Hope springs eternal for Terrible Sons
For Matt and Lauren Barus, it’s been a long journey from The Dukes and LA Mitchell. Through the noughties, both acts were stalwarts of the music festival scene, The Dukes getting the punters up and dancing, jazz singer and pianist LA Mitchell chilling them out later.
Their meeting is a rom-com script – guitarist Matt and the rest of The Dukes were supporting INXS on the Australian band’s 2007 tour when he broke a wrist on Porters skifield. “Someone said there’s this singer and keyboardist that can cover your guitar lines. That was Lauren. She jumped on board for the tour and then she stayed.”
The husband-and-wife duo now have two charming girls, Serafina and Mila. No terrible sons. The name they have given to their musical partnership comes from Matt and his musician brother, Jo, another Duke. They joke sometimes that their parents must be very disappointed by their terrible career choice. Mum says not.
Matt and Lauren settled in Christchurch, enduring the earthquakes as best they could. Matt got a new laptop around this time and starting working on some “really scruffy demos, mostly depressing songs about Christchurch in the quakes”. The songs didn’t fit with The Dukes’ sound. They were a lot quieter.
Meanwhile, Lauren’s musical style was changing too, maturing. Somewhere along the way, the dreamy folk sound of Terrible Sons emerged, almost by osmosis. Then came 2020’s lockdown and the duo started writing a lot of songs about hope.
“We were thinking about hope a lot then. All the things we loved were signalling hope, even though what they were up against was hard. Black Lives Matter, the occupation at Ihumatao. Melancholic hope, sure, but still hope.”
For Matt, his own kids are a source of hope. “We acknowledge that the world is hard and messy but then our kids will tell us off about what we put in the recycling or for having too long a shower.
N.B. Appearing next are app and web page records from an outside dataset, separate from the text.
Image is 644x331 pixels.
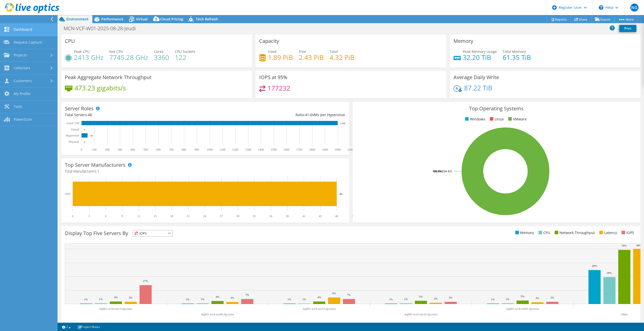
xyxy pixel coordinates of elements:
text: 9% [332,292,336,295]
text: Guest VM [67,121,79,125]
text: 1800 [309,148,315,152]
li: Windows [464,116,485,122]
h4: 3360 [154,55,169,60]
text: 48 [335,214,338,218]
text: 30 [236,214,239,218]
text: Dell [65,192,70,196]
text: 48 [90,135,93,137]
tspan: ESXi 8.0 [442,169,452,173]
text: 5% [520,295,524,298]
h3: CPU [65,38,75,44]
span: 41.6 [305,112,312,117]
h4: 7745.28 GHz [109,55,148,60]
text: 1% [287,298,291,301]
text: itq001-w14-esx15.itp.extra [303,307,336,311]
text: 1300 [245,148,251,152]
span: 1 [97,169,99,174]
span: Cores [154,49,164,54]
text: 15 [153,214,157,218]
text: 4% [318,296,321,299]
text: itq001-w14-esx13.itp.extra [100,307,132,311]
li: Network Throughput [553,230,595,236]
h4: Total Manufacturers: [65,169,345,174]
text: 1100 [220,148,226,152]
text: 1700 [296,148,302,152]
text: 100 [92,148,96,152]
a: Share [571,15,591,23]
text: 0 [84,129,85,131]
text: 9 [122,214,123,218]
li: Latency [598,230,617,236]
text: 3% [129,296,132,299]
h3: Memory [454,38,473,44]
h4: 1.89 PiB [268,55,293,60]
text: 36 [269,214,272,218]
text: Other [621,313,628,316]
text: 1% [505,298,510,301]
text: 0 [84,141,85,143]
span: CPU Sockets [175,49,196,54]
text: 1500 [271,148,277,152]
div: Ratio: VMs per Hypervisor [205,112,345,118]
text: 600 [156,148,161,152]
li: IOPS [620,230,634,236]
text: 45 [319,214,322,218]
span: Environment [66,16,89,22]
text: 1600 [283,148,289,152]
text: 1% [201,298,204,301]
text: 3 [88,214,90,218]
span: Tech Refresh [196,16,218,22]
a: Print [619,25,636,32]
text: itq001-w14-esx06.itp.extra [201,313,234,316]
h3: Average Daily Write [454,75,499,80]
text: 0 [81,148,82,152]
span: Peak Memory Usage [463,49,497,54]
span: NG [630,4,638,12]
h4: 2.43 PiB [299,55,324,60]
text: 4% [114,296,118,299]
h1: MCN-VCF-W01-2025-08-28-Jeudi [61,26,144,31]
text: 5% [419,295,423,298]
text: 78% [621,244,627,247]
text: itq001-w14-esx10.itp.extra [404,313,438,316]
text: 2000 [335,148,341,152]
span: Net CPU [109,49,123,54]
h4: 122 [175,55,196,60]
text: 48 [339,193,342,196]
text: 1% [404,298,408,301]
h4: 2413 GHz [74,55,104,60]
text: 7% [245,293,249,296]
text: 33 [252,214,256,218]
span: Peak CPU [74,49,90,54]
h4: 473.23 gigabits/s [74,85,126,91]
li: Linux [489,116,503,122]
span: 48 [88,112,92,117]
text: 12 [137,214,140,218]
text: 2% [434,297,438,300]
span: Cloud Pricing [160,16,183,22]
text: 1% [389,298,393,301]
text: Virtual [71,128,80,131]
text: 18 [170,214,173,218]
h3: Capacity [259,38,279,44]
span: Performance [101,16,123,22]
text: 1% [491,298,495,301]
text: 27 [220,214,223,218]
text: 6 [105,214,106,218]
text: 7% [347,293,350,296]
span: Used [268,49,277,54]
text: 1400 [258,148,264,152]
span: Free [299,49,306,54]
text: 1000 [207,148,213,152]
text: 3% [535,297,539,300]
a: Project Notes [74,324,104,330]
span: Total [329,49,338,54]
text: 27% [143,279,148,282]
a: Export [591,15,614,23]
text: 1,998 [340,122,345,125]
text: 2100 [347,148,354,152]
h4: 177232 [267,86,290,91]
text: 80% [636,244,641,247]
text: Physical [69,140,79,143]
text: 1200 [232,148,238,152]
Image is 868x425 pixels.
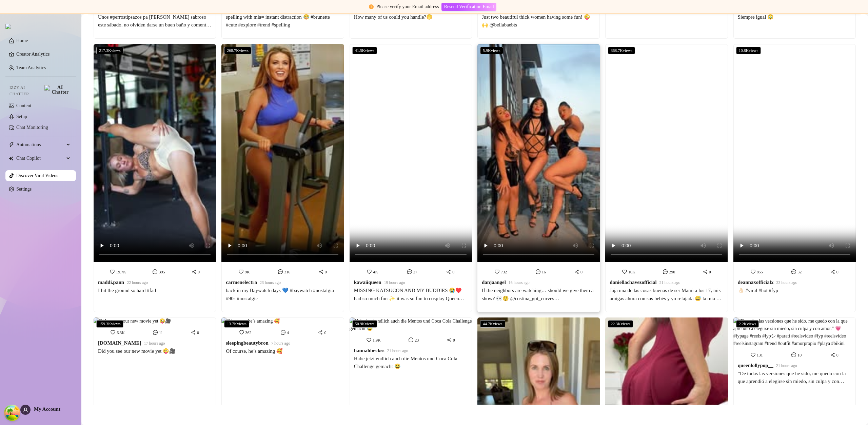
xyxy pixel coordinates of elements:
[191,330,196,335] span: share-alt
[738,363,774,368] strong: queenlollypop__
[111,330,115,335] span: heart
[325,270,327,275] span: 0
[738,280,774,285] strong: deannaxofficialx
[98,340,141,346] strong: [DOMAIN_NAME]
[246,331,251,336] span: 362
[605,44,728,312] a: 368.7Kviews10K2900daniellachavezofficial21 hours agoJaja una de las cosas buenas de ser Mami a lo...
[481,47,503,54] span: 5.9K views
[245,270,250,275] span: 9K
[575,269,579,274] span: share-alt
[670,270,675,275] span: 290
[608,321,633,328] span: 22.3K views
[16,103,32,108] a: Content
[536,269,540,274] span: message
[454,338,455,343] span: 0
[16,114,27,119] a: Setup
[6,23,11,29] img: logo.svg
[751,352,755,357] span: heart
[94,44,216,312] a: 217.3Kviews19.7K3950maddi.pann22 hours agoI hit the ground so hard #fail
[354,280,382,285] strong: kawaiiqueen
[376,3,439,10] div: Please verify your Email address
[94,318,171,325] img: Did you see our new movie yet 😜🎥
[367,337,372,342] span: heart
[373,338,381,343] span: 1.9K
[98,280,124,285] strong: maddi.pann
[798,353,802,358] span: 10
[287,331,289,336] span: 4
[284,270,291,275] span: 316
[319,269,323,274] span: share-alt
[319,330,323,335] span: share-alt
[324,331,326,336] span: 0
[153,330,157,335] span: message
[349,318,472,333] img: Habe jetzt endlich auch die Mentos und Coca Cola Challenge gemacht 😂
[238,269,243,274] span: heart
[414,270,417,275] span: 27
[757,353,763,358] span: 131
[354,287,468,303] div: MISSING KATSUCON AND MY BUDDIES 😭♥️ had so much fun ✨ it was so fun to cosplay Queen Bee with @ka...
[354,13,433,21] div: How many of us could you handle?🤭
[116,331,125,336] span: 6.3K
[792,269,796,274] span: message
[8,143,14,147] span: thunderbolt
[659,281,681,285] span: 21 hours ago
[663,269,668,274] span: message
[367,269,372,274] span: heart
[222,318,279,325] img: Of course, he’s amazing 🥰
[580,270,583,275] span: 0
[96,321,124,328] span: 159.3K views
[260,281,281,285] span: 23 hours ago
[110,269,115,274] span: heart
[501,270,507,275] span: 732
[349,44,472,312] a: 41.5Kviews4K270kawaiiqueen19 hours agoMISSING KATSUCON AND MY BUDDIES 😭♥️ had so much fun ✨ it wa...
[738,287,798,295] div: 👌🏻 #viral #hot #fyp
[478,44,600,312] a: 5.9Kviews732160danjaangel16 hours agoIf the neighbors are watching… should we give them a show? 👀...
[369,5,373,9] span: exclamation-circle
[16,65,46,70] a: Team Analytics
[354,348,385,353] strong: hannahbeckss
[441,3,496,11] button: Resend Verification Email
[737,321,759,328] span: 2.2K views
[453,270,454,275] span: 0
[757,270,763,275] span: 855
[737,47,762,54] span: 10.8K views
[45,85,71,95] img: AI Chatter
[836,353,839,358] span: 0
[703,269,708,274] span: share-alt
[278,269,283,274] span: message
[608,47,635,54] span: 368.7K views
[222,44,344,312] a: 268.7Kviews9K3160carmenelectra23 hours agoback in my Baywatch days 💙 #baywatch #nostalgia #90s #n...
[16,48,71,60] a: Creator Analytics
[385,281,405,285] span: 19 hours ago
[354,355,468,371] div: Habe jetzt endlich auch die Mentos und Coca Cola Challenge gemacht 😂
[734,318,856,348] img: “De todas las versiones que he sido, me quedo con la que aprendió a elegirse sin miedo, sin culp...
[226,340,268,346] strong: sleepingbeautybron
[734,44,856,312] a: 10.8Kviews855320deannaxofficialx23 hours ago👌🏻 #viral #hot #fyp
[751,269,755,274] span: heart
[16,125,48,130] a: Chat Monitoring
[159,331,163,336] span: 11
[481,13,595,29] div: Just two beautiful thick women having some fun! 😜🙌 @bellabaebts
[127,281,148,285] span: 22 hours ago
[6,406,19,419] button: Open Tanstack query devtools
[509,281,530,285] span: 16 hours ago
[836,270,839,275] span: 0
[8,157,13,161] img: Chat Copilot
[153,269,157,274] span: message
[158,270,165,275] span: 395
[9,85,42,98] span: Izzy AI Chatter
[495,269,499,274] span: heart
[481,287,595,303] div: If the neighbors are watching… should we give them a show? 👀😲 @costina_got_curves @mariiethegodde...
[226,280,257,285] strong: carmenelectra
[798,270,802,275] span: 32
[34,406,61,412] span: My Account
[709,270,712,275] span: 0
[281,330,286,335] span: message
[373,270,378,275] span: 4K
[226,348,291,356] div: Of course, he’s amazing 🥰
[447,337,452,342] span: share-alt
[197,270,199,275] span: 0
[622,269,627,274] span: heart
[792,352,796,357] span: message
[16,186,32,192] a: Settings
Let it mellow, Dad, don’t flush it! They’re really aware.”
It’s these songs of hope that have made it onto Terrible Sons’ debut album, The Raft Is Not the Shore, which will drop on 28 April. The mood is sombre at times but then the sun peeks through. And there’s a lightness to the music throughout.
They recorded the songs in their Addington garage, pulling in their favourite local musicians and flying in a producer. They even roped in Serafina, Mila and their school choir friends for one song.
So now there are four musicians in the house, who controls the music choices? “I thought I did but when I look at last year’s Spotify wrap-up, there were lots of fart songs there from the kids. I’m losing the battle. The girls think my music choice is pretty rubbish.”
The Shelter, Fri 5 May, see this Facebook group for tickets.
The Loons Club, Sat 13 May, Christchurch album release concert.